▲ 1 r/sick

Has intense heat (sauna/hot shower) at the very start of a cold or virus ever cleared it up fast for you?

Twice now this has happened to me. Right when I start feeling the first symptoms of something (once with COVID, once with what seemed like a chest cold), I took a really intense heat session, as hot as I could stand it, for as long as I could handle. With the COVID one I actually felt like it was turning into a bad case pretty fast. I couldn’t eat and I couldn’t even smoke, which has honestly never happened to me before no matter how sick I’ve been. The next morning both times I felt way better, basically back to normal within about 12 to 24 hours.

I get that this isn’t proof of anything. Colds and mild illnesses go away on their own so maybe I just happened to catch the tail end of it both times. And “it felt like it was getting bad fast” is obviously just a feeling, not something I can measure. But it felt like too big a turnaround too quickly for it to just be normal timing, at least with the COVID case.

Anyone else ever try something like this or notice anything similar? If so I’d be curious how early you did it, how hot and how long, and what happened after compared to times you didn’t do it.

Not saying I found some miracle cure, just wondering if other people have run into this too.

reddit.com
u/yourupinion — 2 days ago
▲ 8 r/Sauna

Has intense heat (sauna/hot shower) at the very start of a cold or virus ever cleared it up fast for you?

Twice now this has happened to me. Right when I start feeling the first symptoms of something (once with COVID, once with what seemed like a chest cold), I took a really intense heat session, as hot as I could stand it, for as long as I could handle. With the COVID one I actually felt like it was turning into a bad case pretty fast. I couldn’t eat and I couldn’t even smoke, which has honestly never happened to me before no matter how sick I’ve been. The next morning both times I felt way better, basically back to normal within about 12 to 24 hours.

I get that this isn’t proof of anything. Colds and mild illnesses go away on their own so maybe I just happened to catch the tail end of it both times. And “it felt like it was getting bad fast” is obviously just a feeling, not something I can measure. But it felt like too big a turnaround too quickly for it to just be normal timing, at least with the COVID case.

Anyone else ever try something like this or notice anything similar? If so I’d be curious how early you did it, how hot and how long, and what happened after compared to times you didn’t do it.

Not saying I found some miracle cure, just wondering if other people have run into this too.

reddit.com
u/yourupinion — 3 days ago
▲ 105 r/davidattenborough+1 crossposts

Short version.

The Sanctuary Hypothesis proposes that humans didn’t evolve on the open savannah — we evolved at the water’s edge. The basic argument is simple: if your ancestors lived in coastal forest, the shoreline was right there. And unlike every other prey animal on the planet, which approaches water nervously and leaves as fast as it can, humans have always built their homes right on the waterline. That behavior only makes sense if the water wasn’t a trap for us. It was a refuge.

The most powerful evidence for this is bipedalism. When a predator chases you into the surf, four legs become a liability. The water slows a lion down dramatically, destabilizing it and killing its traction. A biped, with only two points of resistance and a higher center of gravity, stays effective longer in deeper water. Longer legs extend that advantage further. At some point you hit deep water and dive, and the predator simply cannot follow. Over many generations, the individuals with shorter legs got caught. The ones with longer legs and more upright posture made it to deep water and survived. That’s as clean a selection mechanism as evolutionary biology ever produces.

The evidence doesn’t stop at bipedalism. Human infants are unusually fat at birth, which makes them naturally buoyant and insulated against cold water. Our body hair follows the drainage lines of a standing body exiting water. Our fingers and toes prune in water, most likely not to grip rocks, but to grip each other — holding children and partners in current is a life-or-death grip in a way that grabbing a stone never is. We have less body hair on our chests and backs than any other great ape, which makes skin-to-skin contact in cold water more thermally efficient, and we form long-term pair bonds in a way that other great apes don’t, likely because a reliable body-contact partner in cold water is a survival resource, not just a social preference.

All of the shoreline that offered these advantages was finite. Every competing hominid species needed it, because they were all products of the same environment. The groups that held the best territory survived. The ones that were pushed out had nowhere equivalent to go, and they disappeared. The winners of that competition were us. And even now, after all the time that has passed, we still build our cities on the water. We are, at some level we don’t fully understand, still drawn back to the place that made us.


# Exercise description
The records below are to be set down again exactly, with the pictures left out.
[Material for this task — start]
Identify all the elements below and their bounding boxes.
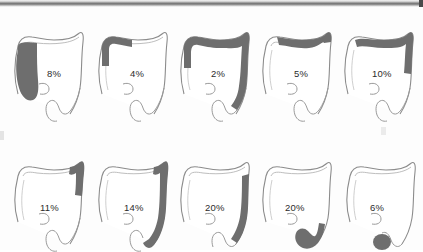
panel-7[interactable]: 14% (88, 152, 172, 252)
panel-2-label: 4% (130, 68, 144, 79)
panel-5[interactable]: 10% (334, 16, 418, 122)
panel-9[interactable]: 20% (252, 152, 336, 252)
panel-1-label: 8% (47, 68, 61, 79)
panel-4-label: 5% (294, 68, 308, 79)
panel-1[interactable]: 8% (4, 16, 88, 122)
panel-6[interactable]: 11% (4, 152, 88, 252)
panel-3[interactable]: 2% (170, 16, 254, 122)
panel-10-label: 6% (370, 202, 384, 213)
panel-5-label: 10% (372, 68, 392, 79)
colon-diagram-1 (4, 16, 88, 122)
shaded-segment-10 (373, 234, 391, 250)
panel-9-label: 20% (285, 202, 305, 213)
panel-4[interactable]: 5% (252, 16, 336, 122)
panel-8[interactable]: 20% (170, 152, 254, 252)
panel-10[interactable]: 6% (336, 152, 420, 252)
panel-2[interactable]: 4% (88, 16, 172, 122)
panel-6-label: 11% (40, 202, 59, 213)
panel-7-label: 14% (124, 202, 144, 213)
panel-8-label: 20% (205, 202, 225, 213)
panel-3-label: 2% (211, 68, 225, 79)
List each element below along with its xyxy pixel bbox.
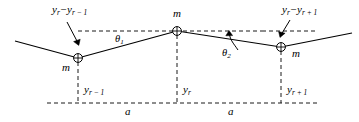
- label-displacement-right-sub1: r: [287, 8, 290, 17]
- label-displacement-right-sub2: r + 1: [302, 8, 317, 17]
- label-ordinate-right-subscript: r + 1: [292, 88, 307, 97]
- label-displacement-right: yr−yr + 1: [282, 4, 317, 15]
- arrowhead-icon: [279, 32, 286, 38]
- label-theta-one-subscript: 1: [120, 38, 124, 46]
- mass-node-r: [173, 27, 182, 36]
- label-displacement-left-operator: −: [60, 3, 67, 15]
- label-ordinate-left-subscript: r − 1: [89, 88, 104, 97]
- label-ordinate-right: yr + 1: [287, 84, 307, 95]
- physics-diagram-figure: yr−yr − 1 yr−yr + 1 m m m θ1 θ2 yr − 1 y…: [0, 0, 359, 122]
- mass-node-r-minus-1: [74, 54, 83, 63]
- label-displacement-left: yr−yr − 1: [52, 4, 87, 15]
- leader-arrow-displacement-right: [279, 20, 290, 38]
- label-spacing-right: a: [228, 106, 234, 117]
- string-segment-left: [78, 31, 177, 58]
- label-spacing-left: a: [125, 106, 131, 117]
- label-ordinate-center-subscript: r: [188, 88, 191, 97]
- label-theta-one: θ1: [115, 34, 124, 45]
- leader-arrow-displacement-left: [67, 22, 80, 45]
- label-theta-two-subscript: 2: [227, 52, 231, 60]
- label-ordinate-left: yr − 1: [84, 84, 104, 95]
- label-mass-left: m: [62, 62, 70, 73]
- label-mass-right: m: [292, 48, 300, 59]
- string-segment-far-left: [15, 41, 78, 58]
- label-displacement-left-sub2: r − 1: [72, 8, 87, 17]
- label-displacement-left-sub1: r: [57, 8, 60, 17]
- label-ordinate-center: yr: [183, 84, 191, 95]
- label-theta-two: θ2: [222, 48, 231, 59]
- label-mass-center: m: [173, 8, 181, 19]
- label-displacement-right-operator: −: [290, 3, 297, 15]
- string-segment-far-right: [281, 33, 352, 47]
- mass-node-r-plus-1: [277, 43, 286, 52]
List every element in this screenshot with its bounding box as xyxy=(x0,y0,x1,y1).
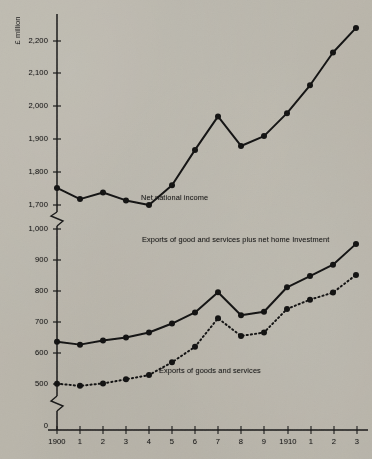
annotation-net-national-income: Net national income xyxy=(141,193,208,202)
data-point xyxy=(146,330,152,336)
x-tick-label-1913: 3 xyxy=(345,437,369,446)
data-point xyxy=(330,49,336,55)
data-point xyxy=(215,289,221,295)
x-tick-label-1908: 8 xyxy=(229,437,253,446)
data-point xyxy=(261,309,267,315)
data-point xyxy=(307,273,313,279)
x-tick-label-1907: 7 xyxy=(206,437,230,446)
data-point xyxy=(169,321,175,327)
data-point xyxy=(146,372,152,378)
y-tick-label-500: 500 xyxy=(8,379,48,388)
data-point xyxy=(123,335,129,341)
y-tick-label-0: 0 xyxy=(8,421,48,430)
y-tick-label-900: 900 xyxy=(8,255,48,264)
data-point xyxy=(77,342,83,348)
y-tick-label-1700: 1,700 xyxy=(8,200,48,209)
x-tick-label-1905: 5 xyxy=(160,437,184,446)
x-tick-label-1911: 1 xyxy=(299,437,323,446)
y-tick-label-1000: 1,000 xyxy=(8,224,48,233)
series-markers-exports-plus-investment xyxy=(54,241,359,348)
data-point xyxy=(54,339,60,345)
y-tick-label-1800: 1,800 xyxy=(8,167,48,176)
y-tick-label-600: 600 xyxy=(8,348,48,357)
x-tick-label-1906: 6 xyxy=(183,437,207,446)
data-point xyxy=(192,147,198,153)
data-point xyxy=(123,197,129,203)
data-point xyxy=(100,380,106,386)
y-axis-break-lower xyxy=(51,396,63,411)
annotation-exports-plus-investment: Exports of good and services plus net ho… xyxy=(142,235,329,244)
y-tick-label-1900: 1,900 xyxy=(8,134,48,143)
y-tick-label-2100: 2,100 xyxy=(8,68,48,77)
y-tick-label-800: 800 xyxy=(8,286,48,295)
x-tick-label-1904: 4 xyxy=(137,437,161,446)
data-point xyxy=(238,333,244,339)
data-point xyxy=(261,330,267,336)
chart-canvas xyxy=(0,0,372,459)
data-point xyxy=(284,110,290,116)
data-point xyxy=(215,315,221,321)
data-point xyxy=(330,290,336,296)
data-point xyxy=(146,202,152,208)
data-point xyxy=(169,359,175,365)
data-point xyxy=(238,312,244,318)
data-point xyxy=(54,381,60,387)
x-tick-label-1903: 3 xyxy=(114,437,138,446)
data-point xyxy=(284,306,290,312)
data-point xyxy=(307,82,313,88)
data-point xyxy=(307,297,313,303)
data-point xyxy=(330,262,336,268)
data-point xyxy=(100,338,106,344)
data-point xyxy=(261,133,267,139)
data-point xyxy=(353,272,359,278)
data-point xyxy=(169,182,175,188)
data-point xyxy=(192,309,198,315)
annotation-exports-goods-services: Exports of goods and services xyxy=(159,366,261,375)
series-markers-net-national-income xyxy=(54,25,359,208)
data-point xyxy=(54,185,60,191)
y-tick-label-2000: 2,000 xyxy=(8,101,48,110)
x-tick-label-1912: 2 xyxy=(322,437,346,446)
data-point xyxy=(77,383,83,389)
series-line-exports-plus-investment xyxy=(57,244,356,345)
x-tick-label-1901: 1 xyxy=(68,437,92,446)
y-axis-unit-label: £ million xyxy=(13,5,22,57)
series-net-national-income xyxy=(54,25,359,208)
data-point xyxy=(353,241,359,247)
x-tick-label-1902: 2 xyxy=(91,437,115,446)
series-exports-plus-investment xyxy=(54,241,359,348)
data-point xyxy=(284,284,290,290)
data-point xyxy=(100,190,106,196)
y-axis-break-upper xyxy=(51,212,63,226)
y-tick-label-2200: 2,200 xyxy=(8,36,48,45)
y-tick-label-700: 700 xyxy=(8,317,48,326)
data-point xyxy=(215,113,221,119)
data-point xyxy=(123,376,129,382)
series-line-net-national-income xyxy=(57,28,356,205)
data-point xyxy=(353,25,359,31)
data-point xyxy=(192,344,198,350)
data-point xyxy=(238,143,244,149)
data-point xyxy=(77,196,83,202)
[Material for this task — finish]
# Response to the task
Identify all the elements below and their bounding boxes.
panel-7[interactable]: 14% (88, 152, 172, 252)
panel-2-label: 4% (130, 68, 144, 79)
panel-5[interactable]: 10% (334, 16, 418, 122)
panel-9[interactable]: 20% (252, 152, 336, 252)
panel-1-label: 8% (47, 68, 61, 79)
panel-4-label: 5% (294, 68, 308, 79)
panel-1[interactable]: 8% (4, 16, 88, 122)
panel-6[interactable]: 11% (4, 152, 88, 252)
panel-3[interactable]: 2% (170, 16, 254, 122)
panel-10-label: 6% (370, 202, 384, 213)
panel-5-label: 10% (372, 68, 392, 79)
colon-diagram-1 (4, 16, 88, 122)
shaded-segment-10 (373, 234, 391, 250)
panel-9-label: 20% (285, 202, 305, 213)
panel-4[interactable]: 5% (252, 16, 336, 122)
panel-8[interactable]: 20% (170, 152, 254, 252)
panel-10[interactable]: 6% (336, 152, 420, 252)
panel-2[interactable]: 4% (88, 16, 172, 122)
panel-6-label: 11% (40, 202, 59, 213)
panel-7-label: 14% (124, 202, 144, 213)
panel-8-label: 20% (205, 202, 225, 213)
panel-3-label: 2% (211, 68, 225, 79)
List each element below along with its xyxy pixel bbox.
- label-displacement-right-sub1: r: [287, 8, 290, 17]
- label-displacement-right-sub2: r + 1: [302, 8, 317, 17]
- label-ordinate-right-subscript: r + 1: [292, 88, 307, 97]
- label-displacement-right: yr−yr + 1: [282, 4, 317, 15]
- arrowhead-icon: [279, 32, 286, 38]
- label-theta-one-subscript: 1: [120, 38, 124, 46]
- mass-node-r: [173, 27, 182, 36]
- label-displacement-left-operator: −: [60, 3, 67, 15]
- label-ordinate-left-subscript: r − 1: [89, 88, 104, 97]
- label-ordinate-right: yr + 1: [287, 84, 307, 95]
- physics-diagram-figure: yr−yr − 1 yr−yr + 1 m m m θ1 θ2 yr − 1 y…: [0, 0, 359, 122]
- mass-node-r-minus-1: [74, 54, 83, 63]
- label-displacement-left: yr−yr − 1: [52, 4, 87, 15]
- leader-arrow-displacement-right: [279, 20, 290, 38]
- label-spacing-right: a: [228, 106, 234, 117]
- string-segment-left: [78, 31, 177, 58]
- label-spacing-left: a: [125, 106, 131, 117]
- label-ordinate-center-subscript: r: [188, 88, 191, 97]
- label-theta-one: θ1: [115, 34, 124, 45]
- leader-arrow-displacement-left: [67, 22, 80, 45]
- label-theta-two-subscript: 2: [227, 52, 231, 60]
- label-ordinate-left: yr − 1: [84, 84, 104, 95]
- label-mass-left: m: [62, 62, 70, 73]
- label-mass-right: m: [292, 48, 300, 59]
- string-segment-far-left: [15, 41, 78, 58]
- label-displacement-left-sub2: r − 1: [72, 8, 87, 17]
- label-displacement-left-sub1: r: [57, 8, 60, 17]
- label-ordinate-center: yr: [183, 84, 191, 95]
- label-theta-two: θ2: [222, 48, 231, 59]
- label-mass-center: m: [173, 8, 181, 19]
- label-displacement-right-operator: −: [290, 3, 297, 15]
- string-segment-far-right: [281, 33, 352, 47]
- mass-node-r-plus-1: [277, 43, 286, 52]
List every element in this screenshot with its bounding box as xyxy=(x0,y0,x1,y1).
annotation-net-national-income: Net national income xyxy=(141,193,208,202)
data-point xyxy=(146,330,152,336)
x-tick-label-1913: 3 xyxy=(345,437,369,446)
data-point xyxy=(330,49,336,55)
data-point xyxy=(215,289,221,295)
x-tick-label-1908: 8 xyxy=(229,437,253,446)
data-point xyxy=(261,309,267,315)
data-point xyxy=(307,273,313,279)
x-tick-label-1907: 7 xyxy=(206,437,230,446)
data-point xyxy=(169,321,175,327)
data-point xyxy=(146,372,152,378)
y-tick-label-500: 500 xyxy=(8,379,48,388)
data-point xyxy=(123,335,129,341)
y-tick-label-0: 0 xyxy=(8,421,48,430)
y-tick-label-900: 900 xyxy=(8,255,48,264)
data-point xyxy=(77,342,83,348)
y-tick-label-1700: 1,700 xyxy=(8,200,48,209)
x-tick-label-1905: 5 xyxy=(160,437,184,446)
x-tick-label-1911: 1 xyxy=(299,437,323,446)
y-tick-label-1000: 1,000 xyxy=(8,224,48,233)
series-markers-exports-plus-investment xyxy=(54,241,359,348)
data-point xyxy=(54,339,60,345)
y-tick-label-1800: 1,800 xyxy=(8,167,48,176)
y-tick-label-600: 600 xyxy=(8,348,48,357)
x-tick-label-1906: 6 xyxy=(183,437,207,446)
data-point xyxy=(192,147,198,153)
data-point xyxy=(123,197,129,203)
data-point xyxy=(100,380,106,386)
y-axis-break-lower xyxy=(51,396,63,411)
annotation-exports-plus-investment: Exports of good and services plus net ho… xyxy=(142,235,329,244)
y-tick-label-1900: 1,900 xyxy=(8,134,48,143)
y-tick-label-2100: 2,100 xyxy=(8,68,48,77)
y-tick-label-800: 800 xyxy=(8,286,48,295)
x-tick-label-1904: 4 xyxy=(137,437,161,446)
data-point xyxy=(238,333,244,339)
data-point xyxy=(261,330,267,336)
chart-canvas xyxy=(0,0,372,459)
data-point xyxy=(284,110,290,116)
data-point xyxy=(215,315,221,321)
data-point xyxy=(330,290,336,296)
data-point xyxy=(146,202,152,208)
data-point xyxy=(169,359,175,365)
data-point xyxy=(238,312,244,318)
data-point xyxy=(54,381,60,387)
x-tick-label-1903: 3 xyxy=(114,437,138,446)
data-point xyxy=(284,306,290,312)
data-point xyxy=(307,82,313,88)
data-point xyxy=(307,297,313,303)
data-point xyxy=(330,262,336,268)
data-point xyxy=(100,338,106,344)
data-point xyxy=(261,133,267,139)
data-point xyxy=(353,272,359,278)
data-point xyxy=(169,182,175,188)
data-point xyxy=(192,309,198,315)
annotation-exports-goods-services: Exports of goods and services xyxy=(159,366,261,375)
series-markers-net-national-income xyxy=(54,25,359,208)
data-point xyxy=(54,185,60,191)
y-tick-label-2000: 2,000 xyxy=(8,101,48,110)
x-tick-label-1912: 2 xyxy=(322,437,346,446)
data-point xyxy=(77,383,83,389)
series-line-exports-plus-investment xyxy=(57,244,356,345)
x-tick-label-1901: 1 xyxy=(68,437,92,446)
y-axis-unit-label: £ million xyxy=(13,5,22,57)
series-net-national-income xyxy=(54,25,359,208)
data-point xyxy=(353,241,359,247)
x-tick-label-1902: 2 xyxy=(91,437,115,446)
series-exports-plus-investment xyxy=(54,241,359,348)
data-point xyxy=(284,284,290,290)
data-point xyxy=(100,190,106,196)
y-axis-break-upper xyxy=(51,212,63,226)
y-tick-label-2200: 2,200 xyxy=(8,36,48,45)
y-tick-label-700: 700 xyxy=(8,317,48,326)
data-point xyxy=(215,113,221,119)
data-point xyxy=(123,376,129,382)
series-line-net-national-income xyxy=(57,28,356,205)
data-point xyxy=(353,25,359,31)
data-point xyxy=(192,344,198,350)
data-point xyxy=(238,143,244,149)
data-point xyxy=(77,196,83,202)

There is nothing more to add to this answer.